Germany’s latest wind and solar auctions once more went into completely different directions - with wind being undersubscribed and reaching top prices, while solar was oversubscribed with declining prices.

All 204MW in valid bids were successful in the latest wind auction – which was heavily undersubscribed as 675MW of volume was offered.

The lack of competition meant again that the average price for successful bids reached €62.00 per megawatt hour, which was also the ceiling price.

An ongoing permitting malaise, increasing bureaucratic hurdles and local protests have all contributed to the failure of recent German onshore wind tenders.

The government is trying to address the impediments with a series of measures recently announced, but at the same time plans to create additional hurdles through the introduction of a nation-wide minimum distance rule.

Germany's Green Party opposition said the government is doing everything wrong regarding the expansion of renewable energy.

"In solar energy, where things currently go relatively well, the government impedes investments in clean energy," said Julia Verlinden, the Greens' energy policy spokeswoman.

"Instead of finally raising tendering volumes in order to produce solar power for below 5 cents per kilowatt hour, the government put on a cap. The result is that three quarters of all bidders for solar projects were left empty-handed at this auctioning round."

The situation was indeed quite different for solar today, where an auction for 150MW in capacity was heavily oversubscribed as bids with a volume of 648MW came in.

That drove prices down, with the average price for winning bids reaching €45.90/MWh, down from €54.70/MWh at a previous auction.

Competition in the solar auction was more intense as more areas were being made available on agricultural lands in Bavaria, Germany’s largest state by territory and one of its sunniest.

"With wind energy it is the contrary," Verlinden said.

"Once more, far fewer projects were handed in than needed to meet the auctioning volume. ... The government finally must deliver more areas for wind energy and less bureaucracy. But it does the contrary. With a minimum distance of 1,000 metres between new wind turbines and settlements, as well as even lower expansion volumes [stipulated] in the climate package, in particular the Christian Democrats (Merkel's party) are blocking the transition to an energy supply of the future."

VDMA Power System, a group representing wind OEMs, pointed out that already six wind auctions since October 2018 have been undersubscribed.

"This crisis in the wind industry is endangering climate targets, jobs and value creation in Germany," VDMA Power Systems managing director Matthias Zelinger said.

Zelinger demanded from energy minister Peter Altmaier to scrap the distance rule from a series of measures he has presented recently to revive the stalled onshore wind expansion.

Mohid Prasat, project manager at analyst GlobalData, said one way for Germany to achieve its 2030 target of 65% of renewables in the power mix could be for companies to venture more into the market of subsidy-free solar developments.

Utility EnBW earlier this week took an investment decision for a 180MW solar array in Brandenburg state, which will be built without support and also become Germany's largest PV array.

"The project will not have guaranteed feed-in remuneration, ..., and with small solar PV installations starting to lose their eligibility for EEG's feed-in-tariffs (FITs) starting 2021 and overall cost of building solar PV plants going down, the country might witness a mushrooming of solar PV plants without subsidies."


** Problem details **
Return all of the entries exactly, but do not include the pictures.
'''
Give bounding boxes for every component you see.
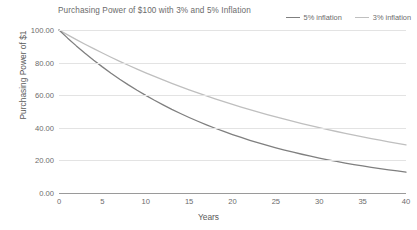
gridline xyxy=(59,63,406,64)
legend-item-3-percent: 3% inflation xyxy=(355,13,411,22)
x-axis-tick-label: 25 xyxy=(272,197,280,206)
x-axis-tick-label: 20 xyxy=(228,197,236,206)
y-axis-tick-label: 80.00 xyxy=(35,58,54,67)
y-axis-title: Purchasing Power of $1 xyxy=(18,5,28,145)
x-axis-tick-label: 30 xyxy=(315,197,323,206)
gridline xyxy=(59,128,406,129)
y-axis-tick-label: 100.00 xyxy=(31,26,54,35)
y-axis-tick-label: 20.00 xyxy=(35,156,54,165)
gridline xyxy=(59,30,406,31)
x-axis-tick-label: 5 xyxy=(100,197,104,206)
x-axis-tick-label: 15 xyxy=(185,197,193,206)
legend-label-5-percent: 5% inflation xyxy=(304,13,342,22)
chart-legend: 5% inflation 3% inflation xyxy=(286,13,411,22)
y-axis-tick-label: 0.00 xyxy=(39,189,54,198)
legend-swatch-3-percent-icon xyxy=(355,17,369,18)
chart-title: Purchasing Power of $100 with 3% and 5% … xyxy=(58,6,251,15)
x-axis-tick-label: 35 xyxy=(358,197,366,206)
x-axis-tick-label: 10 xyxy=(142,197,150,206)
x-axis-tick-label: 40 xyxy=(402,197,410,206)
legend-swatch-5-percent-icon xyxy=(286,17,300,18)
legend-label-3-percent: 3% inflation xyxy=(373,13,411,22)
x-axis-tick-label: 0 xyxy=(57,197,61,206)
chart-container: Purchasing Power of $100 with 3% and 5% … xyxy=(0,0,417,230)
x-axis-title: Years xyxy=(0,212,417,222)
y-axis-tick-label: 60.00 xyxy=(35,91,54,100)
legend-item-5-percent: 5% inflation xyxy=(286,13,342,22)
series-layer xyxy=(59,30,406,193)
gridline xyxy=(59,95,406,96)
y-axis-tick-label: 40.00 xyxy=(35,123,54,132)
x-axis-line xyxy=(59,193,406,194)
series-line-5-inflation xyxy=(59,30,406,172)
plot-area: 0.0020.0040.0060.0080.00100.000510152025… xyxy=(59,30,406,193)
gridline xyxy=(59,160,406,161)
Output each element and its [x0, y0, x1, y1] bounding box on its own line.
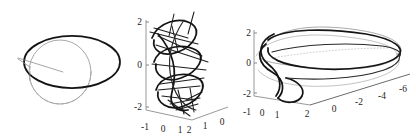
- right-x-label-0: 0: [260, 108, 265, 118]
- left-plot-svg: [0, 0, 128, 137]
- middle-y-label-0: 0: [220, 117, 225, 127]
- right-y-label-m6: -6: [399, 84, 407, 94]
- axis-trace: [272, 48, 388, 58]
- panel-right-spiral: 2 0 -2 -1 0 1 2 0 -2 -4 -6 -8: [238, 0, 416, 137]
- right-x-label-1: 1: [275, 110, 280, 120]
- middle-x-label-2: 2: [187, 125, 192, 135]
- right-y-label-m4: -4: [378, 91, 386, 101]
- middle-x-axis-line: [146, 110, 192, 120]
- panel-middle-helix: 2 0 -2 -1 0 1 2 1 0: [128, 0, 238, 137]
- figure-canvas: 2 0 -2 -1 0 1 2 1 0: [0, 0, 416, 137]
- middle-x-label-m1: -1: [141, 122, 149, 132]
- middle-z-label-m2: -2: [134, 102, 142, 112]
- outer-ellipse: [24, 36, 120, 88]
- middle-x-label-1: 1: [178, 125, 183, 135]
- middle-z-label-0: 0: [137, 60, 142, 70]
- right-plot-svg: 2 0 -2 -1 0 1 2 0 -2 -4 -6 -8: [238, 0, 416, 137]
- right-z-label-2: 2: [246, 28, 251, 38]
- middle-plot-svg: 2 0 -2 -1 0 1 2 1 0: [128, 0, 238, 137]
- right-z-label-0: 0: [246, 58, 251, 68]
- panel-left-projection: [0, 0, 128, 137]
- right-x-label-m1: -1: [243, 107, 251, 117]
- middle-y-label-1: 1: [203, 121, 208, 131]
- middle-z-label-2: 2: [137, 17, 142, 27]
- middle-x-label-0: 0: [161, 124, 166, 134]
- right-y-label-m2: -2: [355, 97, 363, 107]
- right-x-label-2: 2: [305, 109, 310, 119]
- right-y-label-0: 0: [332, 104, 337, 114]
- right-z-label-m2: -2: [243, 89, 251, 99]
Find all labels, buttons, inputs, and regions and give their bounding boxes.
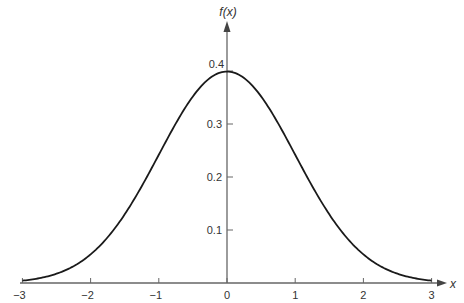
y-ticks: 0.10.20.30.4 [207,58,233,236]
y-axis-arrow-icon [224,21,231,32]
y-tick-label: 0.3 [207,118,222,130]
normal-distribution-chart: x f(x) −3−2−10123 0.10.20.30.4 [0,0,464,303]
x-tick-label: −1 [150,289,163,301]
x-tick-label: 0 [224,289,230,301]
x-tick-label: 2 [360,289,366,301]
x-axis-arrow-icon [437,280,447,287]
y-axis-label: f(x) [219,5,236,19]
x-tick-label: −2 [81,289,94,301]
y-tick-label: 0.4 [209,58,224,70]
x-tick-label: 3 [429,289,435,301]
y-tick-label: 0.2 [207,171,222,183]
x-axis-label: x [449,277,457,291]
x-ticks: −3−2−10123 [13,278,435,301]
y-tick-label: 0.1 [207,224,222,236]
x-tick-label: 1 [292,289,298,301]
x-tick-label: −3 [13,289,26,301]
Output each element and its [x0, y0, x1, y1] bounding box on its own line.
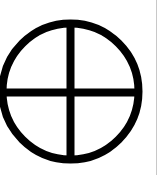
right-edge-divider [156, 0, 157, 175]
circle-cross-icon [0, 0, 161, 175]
'''
** Exercise output **
Give bounding boxes for every component you see.
gridline xyxy=(59,63,406,64)
legend-item-3-percent: 3% inflation xyxy=(355,13,411,22)
x-axis-tick-label: 25 xyxy=(272,197,280,206)
x-axis-tick-label: 20 xyxy=(228,197,236,206)
y-axis-tick-label: 80.00 xyxy=(35,58,54,67)
y-axis-title: Purchasing Power of $1 xyxy=(18,5,28,145)
x-axis-tick-label: 30 xyxy=(315,197,323,206)
gridline xyxy=(59,128,406,129)
y-axis-tick-label: 100.00 xyxy=(31,26,54,35)
y-axis-tick-label: 20.00 xyxy=(35,156,54,165)
gridline xyxy=(59,30,406,31)
x-axis-tick-label: 5 xyxy=(100,197,104,206)
x-axis-tick-label: 15 xyxy=(185,197,193,206)
legend-label-5-percent: 5% inflation xyxy=(304,13,342,22)
chart-legend: 5% inflation 3% inflation xyxy=(286,13,411,22)
y-axis-tick-label: 0.00 xyxy=(39,189,54,198)
legend-swatch-3-percent-icon xyxy=(355,17,369,18)
chart-title: Purchasing Power of $100 with 3% and 5% … xyxy=(58,6,251,15)
x-axis-tick-label: 35 xyxy=(358,197,366,206)
x-axis-tick-label: 10 xyxy=(142,197,150,206)
x-axis-tick-label: 40 xyxy=(402,197,410,206)
legend-swatch-5-percent-icon xyxy=(286,17,300,18)
legend-label-3-percent: 3% inflation xyxy=(373,13,411,22)
x-axis-tick-label: 0 xyxy=(57,197,61,206)
chart-container: Purchasing Power of $100 with 3% and 5% … xyxy=(0,0,417,230)
x-axis-title: Years xyxy=(0,212,417,222)
y-axis-tick-label: 60.00 xyxy=(35,91,54,100)
legend-item-5-percent: 5% inflation xyxy=(286,13,342,22)
series-layer xyxy=(59,30,406,193)
gridline xyxy=(59,95,406,96)
y-axis-tick-label: 40.00 xyxy=(35,123,54,132)
x-axis-line xyxy=(59,193,406,194)
series-line-5-inflation xyxy=(59,30,406,172)
plot-area: 0.0020.0040.0060.0080.00100.000510152025… xyxy=(59,30,406,193)
gridline xyxy=(59,160,406,161)
Output each element and its [x0, y0, x1, y1] bounding box on its own line.
- right-x-label-0: 0: [260, 108, 265, 118]
- left-plot-svg: [0, 0, 128, 137]
- middle-y-label-0: 0: [220, 117, 225, 127]
- right-y-label-m6: -6: [399, 84, 407, 94]
- axis-trace: [272, 48, 388, 58]
- panel-right-spiral: 2 0 -2 -1 0 1 2 0 -2 -4 -6 -8: [238, 0, 416, 137]
- right-x-label-1: 1: [275, 110, 280, 120]
- middle-x-label-2: 2: [187, 125, 192, 135]
- right-y-label-m4: -4: [378, 91, 386, 101]
- middle-x-axis-line: [146, 110, 192, 120]
- panel-middle-helix: 2 0 -2 -1 0 1 2 1 0: [128, 0, 238, 137]
- figure-canvas: 2 0 -2 -1 0 1 2 1 0: [0, 0, 416, 137]
- middle-x-label-m1: -1: [141, 122, 149, 132]
- middle-z-label-m2: -2: [134, 102, 142, 112]
- outer-ellipse: [24, 36, 120, 88]
- middle-x-label-1: 1: [178, 125, 183, 135]
- middle-z-label-0: 0: [137, 60, 142, 70]
- right-plot-svg: 2 0 -2 -1 0 1 2 0 -2 -4 -6 -8: [238, 0, 416, 137]
- right-z-label-2: 2: [246, 28, 251, 38]
- middle-plot-svg: 2 0 -2 -1 0 1 2 1 0: [128, 0, 238, 137]
- right-z-label-0: 0: [246, 58, 251, 68]
- panel-left-projection: [0, 0, 128, 137]
- right-x-label-m1: -1: [243, 107, 251, 117]
- middle-y-label-1: 1: [203, 121, 208, 131]
- middle-z-label-2: 2: [137, 17, 142, 27]
- middle-x-label-0: 0: [161, 124, 166, 134]
- right-y-label-m2: -2: [355, 97, 363, 107]
- right-x-label-2: 2: [305, 109, 310, 119]
- right-y-label-0: 0: [332, 104, 337, 114]
- right-z-label-m2: -2: [243, 89, 251, 99]
Find all labels, buttons, inputs, and regions and give their bounding boxes.
y-ticks: 0.10.20.30.4 [207,58,233,236]
y-axis-arrow-icon [224,21,231,32]
y-tick-label: 0.3 [207,118,222,130]
normal-distribution-chart: x f(x) −3−2−10123 0.10.20.30.4 [0,0,464,303]
x-tick-label: −1 [150,289,163,301]
x-tick-label: 0 [224,289,230,301]
x-tick-label: 2 [360,289,366,301]
x-axis-arrow-icon [437,280,447,287]
y-axis-label: f(x) [219,5,236,19]
x-tick-label: −2 [81,289,94,301]
y-tick-label: 0.4 [209,58,224,70]
x-tick-label: 3 [429,289,435,301]
y-tick-label: 0.2 [207,171,222,183]
x-axis-label: x [449,277,457,291]
x-ticks: −3−2−10123 [13,278,435,301]
y-tick-label: 0.1 [207,224,222,236]
x-tick-label: 1 [292,289,298,301]
x-tick-label: −3 [13,289,26,301]
Output each element and its [x0, y0, x1, y1] bounding box on its own line.
right-edge-divider [156, 0, 157, 175]
circle-cross-icon [0, 0, 161, 175]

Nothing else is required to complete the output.